Threads of History

“the very existence of what we know as freedom” 

Lake Champlain, October 1776
By John Krueger, Chair of the LCBP Heritage Area Program Advisory Committee.  

Water color painting of the Battle of Valcour Island

The Battle of Valcour Island. Image: National Archives of Canada

Control of Lake Champlain had become a key element in the plans of both British and American policymakers in second summer of the American War for Independence. With 13,000 British and German troops under General Sir Guy Carleton waiting to move south from Canada and a badly outnumbered army at Fort Ticonderoga and Mount Independence serving as the rebels’ northern line of defense, naval dominance on the lake was a major goal.  

The responsibility for building a fleet at Skenesborough (today’s Whitehall) went to the highly capable 35-year-old Benedict Arnold. By late summer Arnold and his captains had patched together an assortment of schooners, gunboats, and galleys, crewed largely by untrained soldiers. Working north of the border at St. Johns, General Carleton and his subordinates had assembled a more impressive flotilla crewed by experienced sailors and commanded by skilled naval officers. 

After carefully reconnoitering the lake for the best anchorage, Arnold sailed his fleet into the deep channel between Valcour Island and the western shore. He believed that the over-confident British would sail south of the island before discovering the rebel vessels and then would have difficulty in beating back against the wind. 

When the British squadron drew near Valcour Island on the cool, clear early morning of Friday, October 11, 1776, Royal Navy Captain Thomas Pringle ordered up the signal to engage. Arnold’s strategy forced the British ships to attack in disarray from the south. The American crews kept the fighting relatively equal at the outset, as the larger British vessels had a difficult time beating upwind to train their heavy guns on the rebel line. The American position gradually deteriorated as the day progressed.  

Detail of 1776 map of Northern Lake Champlain by William Faden. Courtesy Boston Public Library.

As darkness fell, Carleton and Pringle stretched a blockade across the southern end of the channel in anticipation of accepting Arnold’s surrender in the morning. Under the cover of a heavy fog, Arnold’s captains executed a daring escape. Sailors and marines desperately sailed and rowed their battered, leaking ships to Schuyler Island, where the fleet anchored briefly to stop leaks and mend sails. When the fog lifted in the morning and Carleton discovered his quarry’s escape, a chase ensued.  

On Sunday, October 13, near Split Rock, the British fleet finally caught up with the ships straggling at the rear of the American line. Arnold sailed the Congress and the four gunboats into a small bay on the lake’s eastern shore. There, just ahead of the pursuing British, he beached and burned the vessels and then led his men through the woods and across the narrows to relative safety.  

Captain Peter Merrill commanded the Congress. “We didn’t know it then,” he wrote on October 12, 1776, “but on what we were doing depended the life of the Revolution, and the very existence of what we know as freedom.” The fictional Peter Merrill is a major protagonist in Rabble in Arms, the classic chronicle by Kenneth Roberts. The story of October 1776 on Lake Champlain simply cannot be told in 505 words. Read Rabble in Arms.  You will not be disappointed.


> [EXERCISE]: Give back exactly the lines from the start of the listing to the line containing "Task: Click on", inclusive, and nothing beyond them.

> [SOURCE DATA]:
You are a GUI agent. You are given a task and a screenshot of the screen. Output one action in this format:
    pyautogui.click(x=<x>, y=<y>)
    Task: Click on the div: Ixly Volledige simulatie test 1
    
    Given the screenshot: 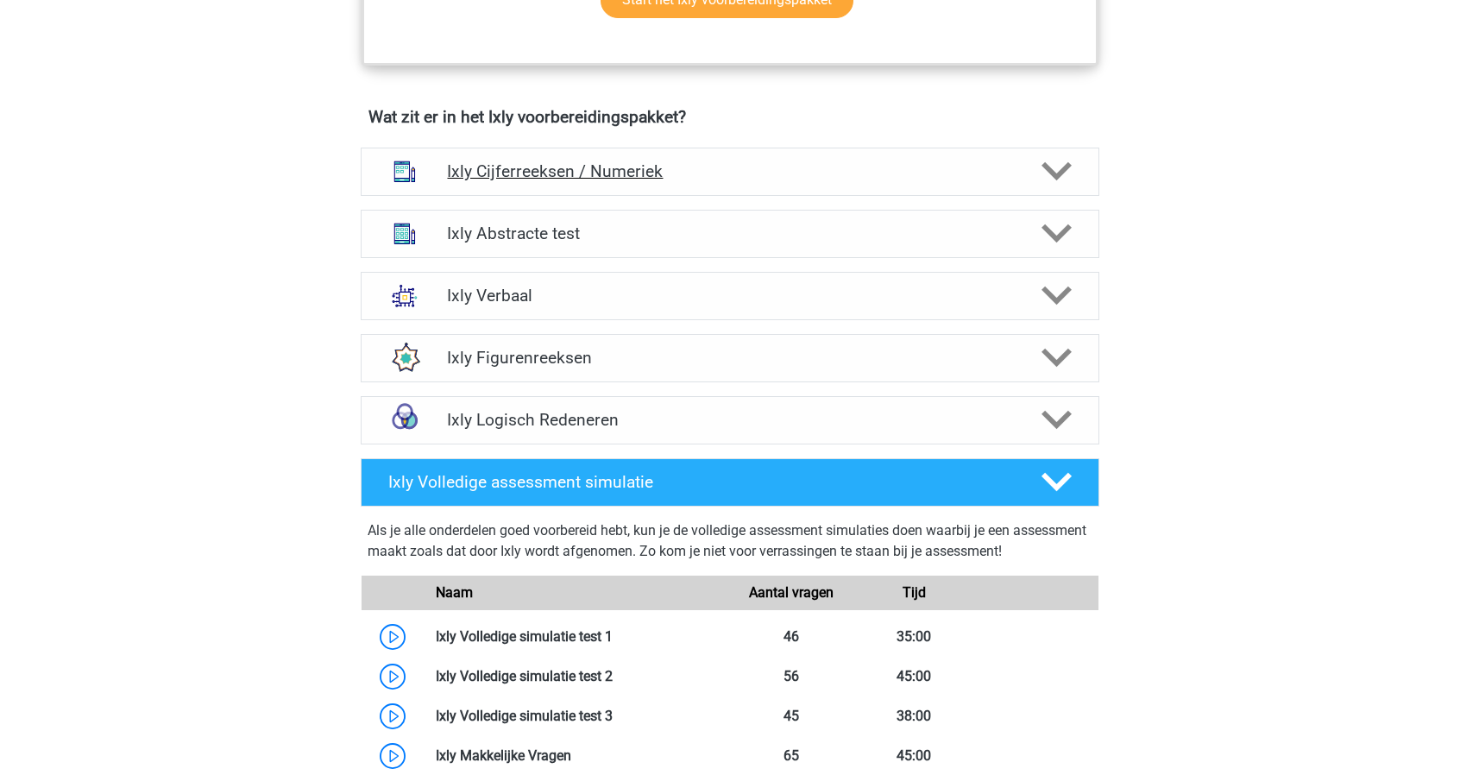 What is the action you would take?
    pyautogui.click(x=576, y=637)
    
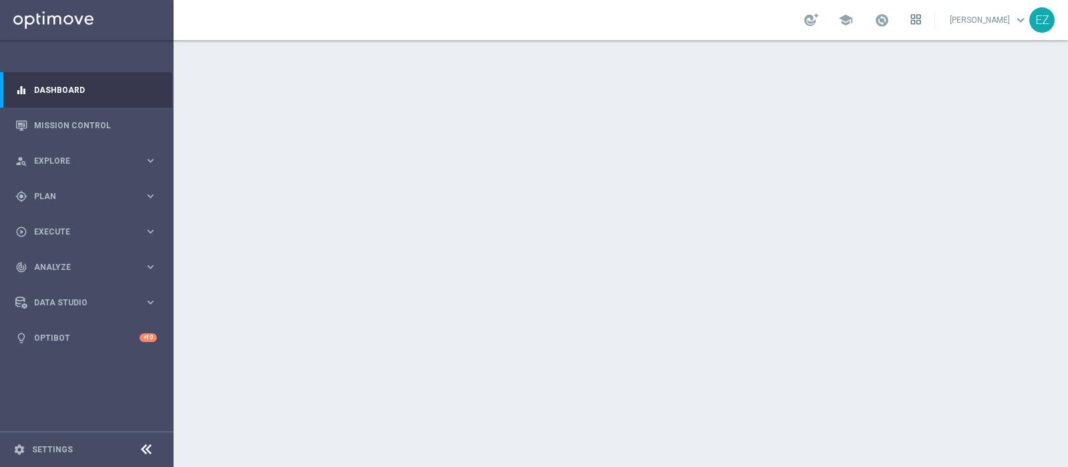  Describe the element at coordinates (19, 449) in the screenshot. I see `i: settings` at that location.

> [WRITTEN ANSWER]:
You are a GUI agent. You are given a task and a screenshot of the screen. Output one action in this format:
    pyautogui.click(x=<x>, y=<y>)
    Task: Click on the div: Ixly Volledige simulatie test 1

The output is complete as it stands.